As听Hatewatch first reported听on Feb. 15, 2019, Schoep鈥檚 departure from the group came a mere few weeks after he turned over control of the group to black civil rights advocate from California, James Hart Stern. According to听, Stern began convincing Schoep to sign over NSM to him in late 2018, in part because of Schoep鈥檚 ongoing legal issues surrounding Charlottesville. Incorporation papers filed in Michigan and as legal documents related to Integrity First for America鈥檚 Charlottesville lawsuit listed Stern as the 鈥淧resident/Director鈥 of NSM as early as mid-January 2019.
In the press release announcing his departure from NSM, Schoep accused of Stern 鈥渂ad faith actions鈥 and claimed that he had 鈥渇raudulently manipulated me for the purposes of gaining control of, and dissolving NSM.鈥
Schoep reemerged on Aug. 12, 2019, to announce he had decided to renounce his lifelong neo-Nazi views. In a statement published on his new personal website, he proclaimed: 鈥淚 realized many of the principles I had once held so dearly and sacrificed so much for were wrong. 鈥 It is now my mission to be a positive, peaceful influence of change and understanding for all humanity in these uncertain times.鈥
But this 鈥渕ission鈥 did not include immediately cooperating with the ongoing Charlottesville lawsuit.
Instead,听as Hatewatch reported听on Sept. 11, 2019, Schoep and his attorney, Edward ReBrook, consistently attempted to 鈥渄elay the plaintiffs from receiving information.鈥
Since departing NSM and announcing his alleged departure from the movement, Schoep rebranded himself as a self-described 鈥減eace advocate.鈥
For months, however, little changed about Schoep鈥檚 cooperation with the plaintiffs in听Sines v. Kessler. Though Schoep told Hatewatch in an email that he had already surrendered his computer and cellphone to the plaintiffs, court documents through March 2020 indicate otherwise. In one motion to compel discovery, filed on Mar. 27, 2020, IFA鈥檚 attorneys describe Schoep鈥檚 鈥渃onduct in this litigation鈥 as demonstrating 鈥渁 pattern of resistance, recalcitrance, and outright defiance of Court orders and . . . [his] discovery obligations.鈥 When Schoep finally did provide something to the plaintiffs in IFA鈥檚 case, the same filing describes him as doing 鈥渢he minimum possible to attempt to avoid sanctions.鈥 Among some of Schoep鈥檚 arguments in defense of his lack of participation with the plaintiffs included a statement claiming he had dropped his phone, which he had used to communicate during 鈥淯nite the Right,鈥 in a toilet.

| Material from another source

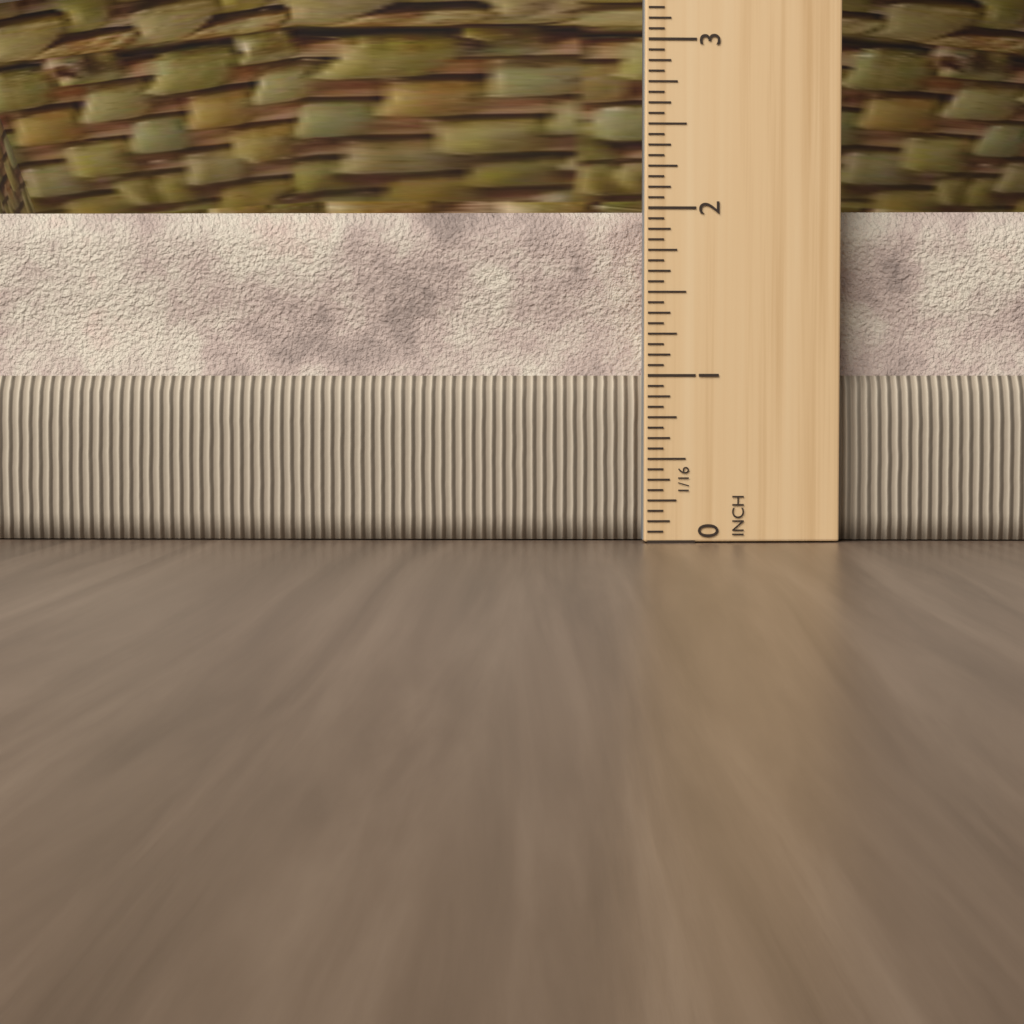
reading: 2.0000 in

Another motion to compel discovery from NSM in听Sines v. Kessler, filed on Mar. 11, 2020, notes that Schoep and his girlfriend 鈥渉ave continued to participate in NSM鈥檚 activities, even as Schoep claims to have left the white-supremacist movement.鈥 On Oct. 13, 2019, the deposition states, Schoep 鈥渨arned鈥 current NSM Commander Burt Colucci that one of the callers on his podcast was an informant with the federal government. Furthermore, Schoep鈥檚 girlfriend, who has claimed in March 2020 that 鈥渁lmost a year has passed since I left the far-right,鈥 is said to have 鈥溾榠nformally鈥 remained a member of NSM and manages NSM鈥檚 website.鈥 Colucci, for instance, requested she update the NSM site 鈥渁s recently as December 2, 2019,鈥 the deposition notes.
On March 29, 2020, Schoep appeared on a podcast put out by the Clarion Project, which the 澳彩开奖 has in the past listed as an anti-Muslim hate group, to discuss his 鈥渄eradicalization鈥 process.

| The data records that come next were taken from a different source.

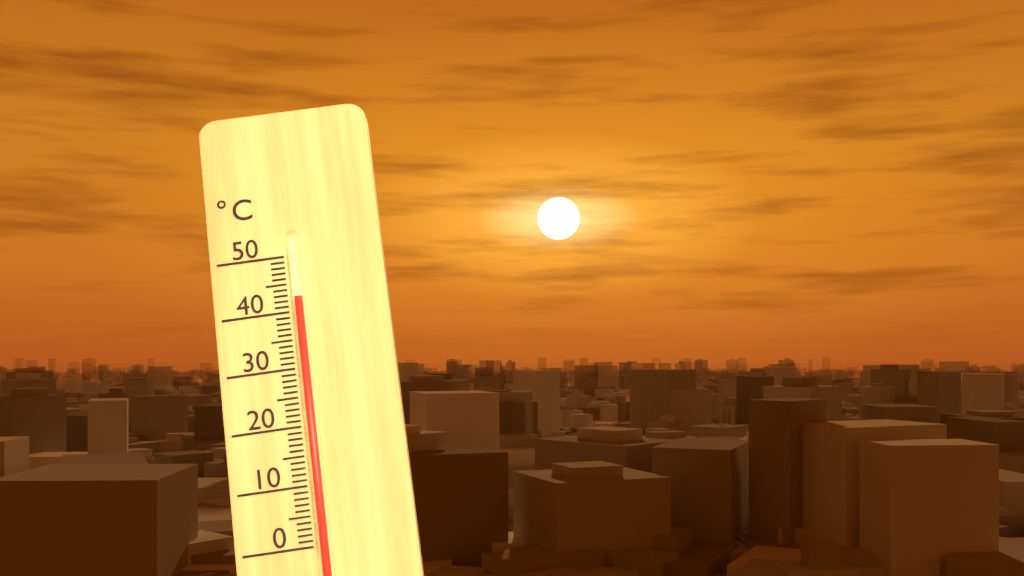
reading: 42 °C
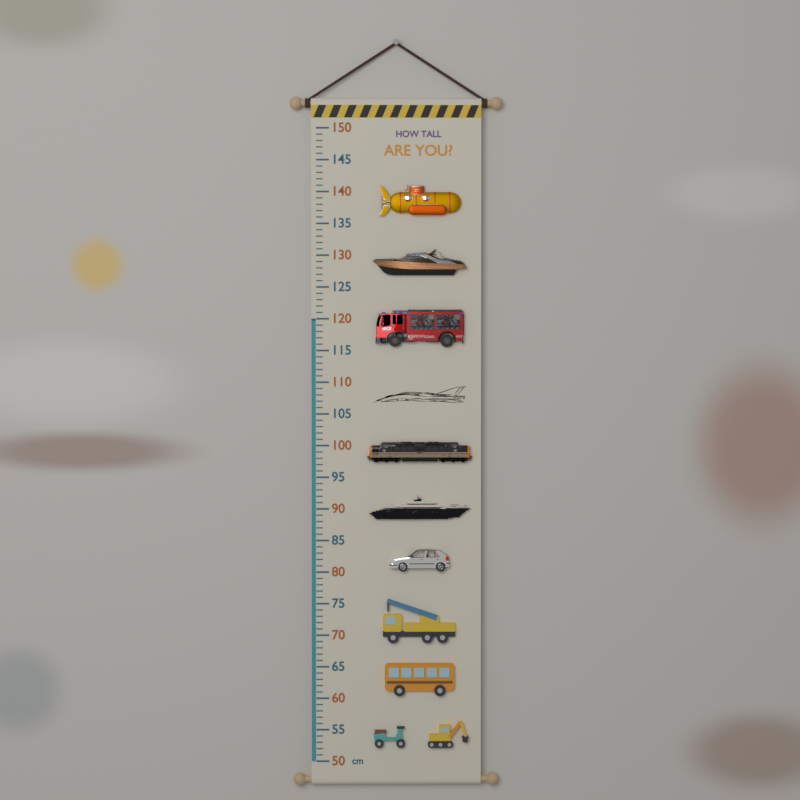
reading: 120 cm
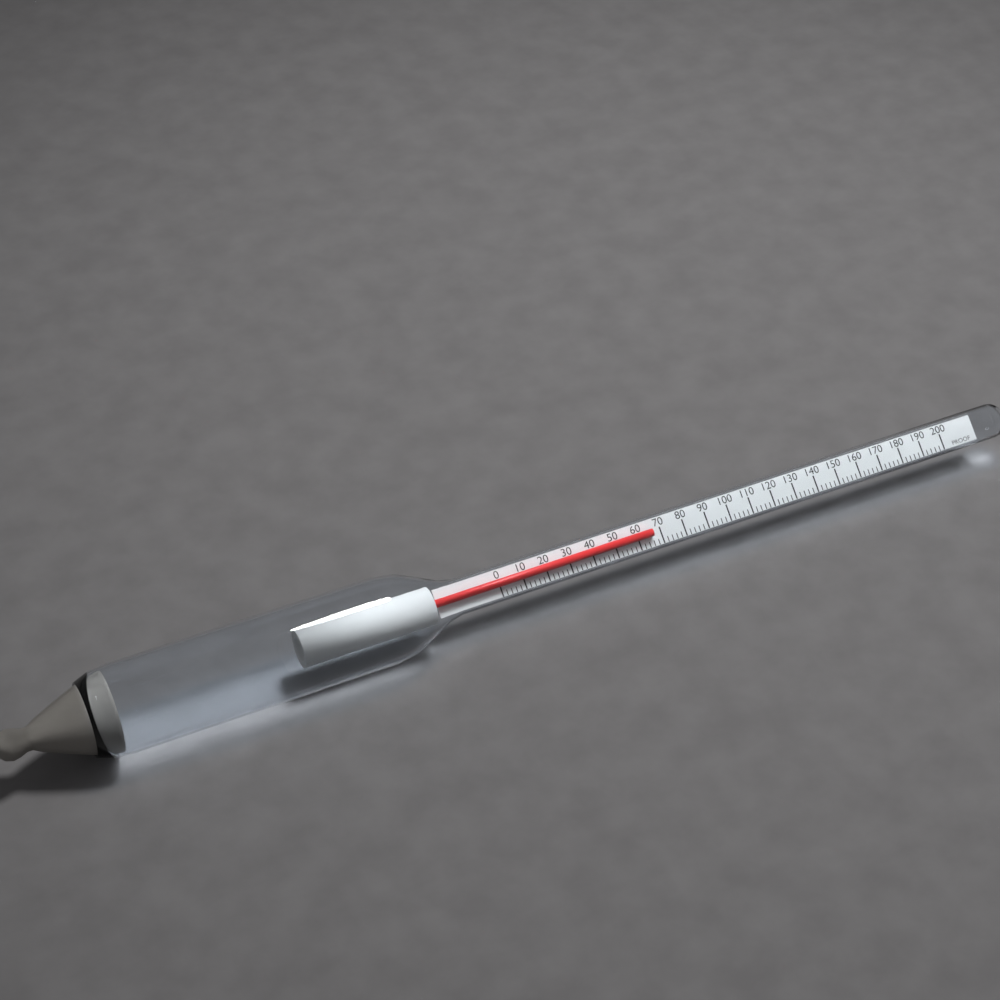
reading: 66 proof
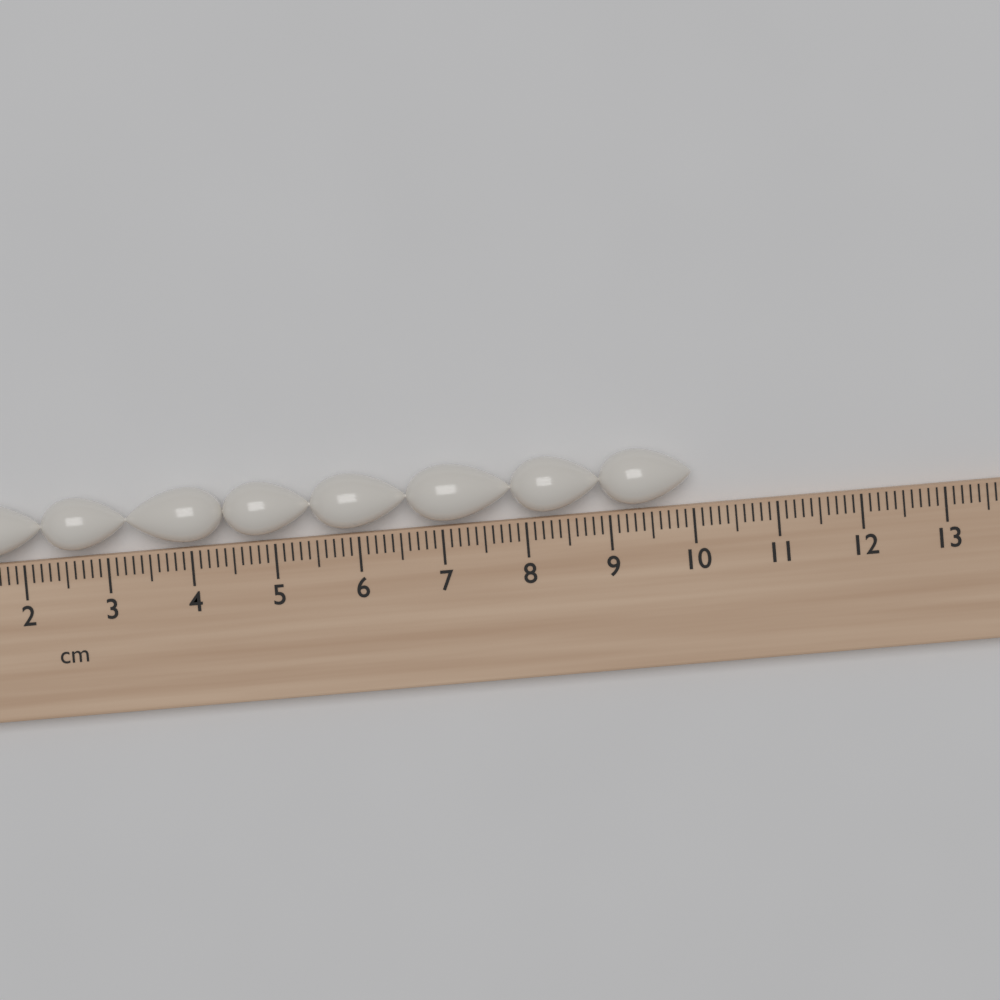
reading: 10.0 cm
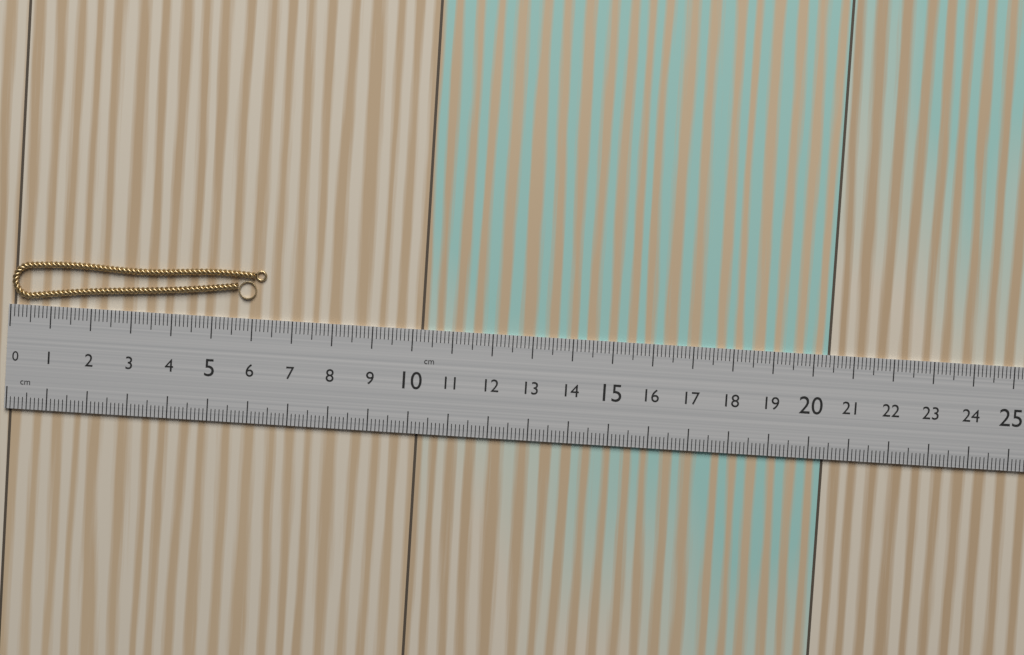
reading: 6.3 cm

On Nov. 23, 2021, a federal court in Virginia the National Socialist Movement and its former leader, Jeff Schoep, liable on charges of civil conspiracy theory in the Sines v. Kessler case against the organizers of the 2017 鈥淯nite the Right鈥 rally. The jury allotted Schoep $500,000 in punitive damages and another $1,000,000 to NSM, now under the leadership of Burt Colucci.